To Patients Contemplating Change:

You’ll do it when you’re ready.  And you’ll know.

My 24 hour Facebook fast is 90% complete, and I feel GREAT!!  Holy COW, I’ve been so productive, and for the most part I feel liberated and lightened.  The darkness of increasing online tension had spread over my consciousness rather insidiously, like a slime mold.  It’s not that I was totally unaware, or that I underestimated its toxic influences; I was just not ready to stop it.  The cost/benefit balance finally tipped and I was moved to act.  It’s that simple and that complicated.

Today I reviewed my notes from the physician health conference 2 months ago.  I came across an important exercise that illustrates my point.  The speaker had us make two lists: energy-depleting activities and energy-enhancing ones.  My second item on the former list was “Facebook+/-“.  It was the third item my latter list.  She then asked us: If we had 2 extra hours a day, what would we do more?  –Read, write, go outside, meditate, do stuff with kids (outside), plan road trips.  Then, if we had 2 fewer hours per day, what would we cut out?  –Facebook/news, TV/movies.

That was two months ago.  I knew I ‘should’ cut down on my Facebooking, but I was not ready.  Yesterday, finally, I crossed a threshold and the decision was easy.

I hear this all the time from patients.  “I know I should eat healthier.  I know I should exercise more.  I know I should quit smoking, cut back on the alcohol, go to bed earlier, address my relationship problems.”  And, “…I just don’t.”  Both patients and physicians can easily slide into judgment here, thinking, “If you know you should, why don’t you just do it?”  Defensiveness and self-loathing follow closely behind these words.

On the other hand, when patients return having cut out red meat, quit tobacco, and joined a basketball club, I ask them, “What happened?”  Most of the time I hear, “I don’t know.  Something just clicked and I decided it was time.  …And suddenly it was easy.”  Sometimes they identify an a-ha moment—when they first held their newborn baby, for example.  But more often there is no cloud-parting epiphany.  They simply cross the threshold of readiness to change, while walking the journey of life.

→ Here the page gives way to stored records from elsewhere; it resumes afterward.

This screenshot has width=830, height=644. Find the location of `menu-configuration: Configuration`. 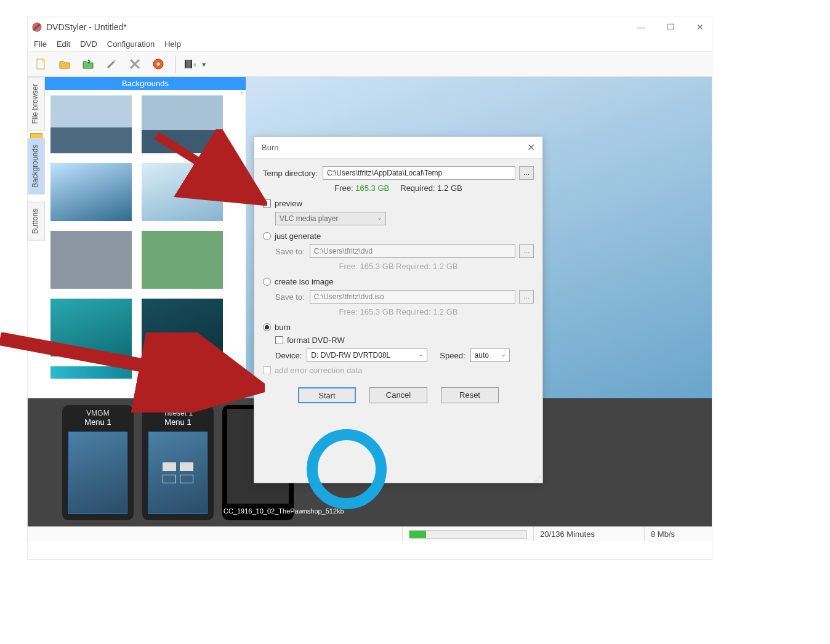

menu-configuration: Configuration is located at coordinates (131, 44).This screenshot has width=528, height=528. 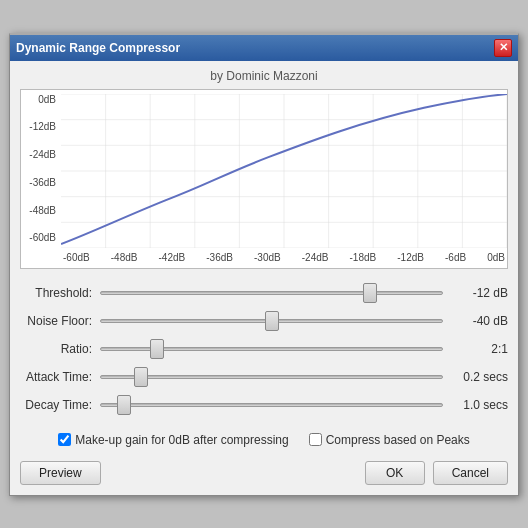 I want to click on window-title: Dynamic Range Compressor, so click(x=255, y=48).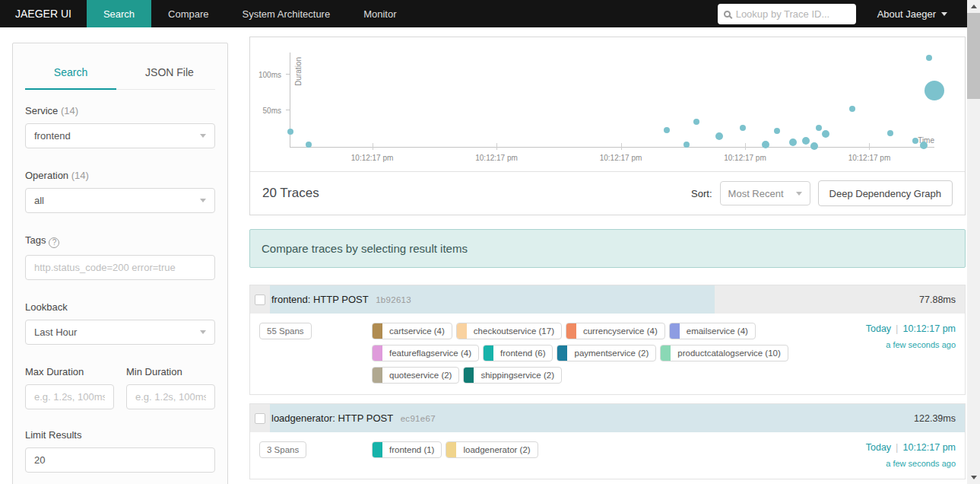  I want to click on tags-input, so click(120, 268).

I confess I am guilty of impatience and judgment.  When I see your uncontrolled, lifestyle-related medical problems, and you resist behavior change, I feel frustrated.  I know you feel it, too.  But know that I don’t blame you.  If we all did everything we knew we ‘should,’ then—well—you fill in the blank.  The point is: we don’t make changes until we are ready.  Certainly we facilitate readiness—that’s a topic for another post.   Suffice it to say: I see you.  I know you want to live healthy.  You will know when you’re ready, and you’ll move.  Until then, I’m still here with you.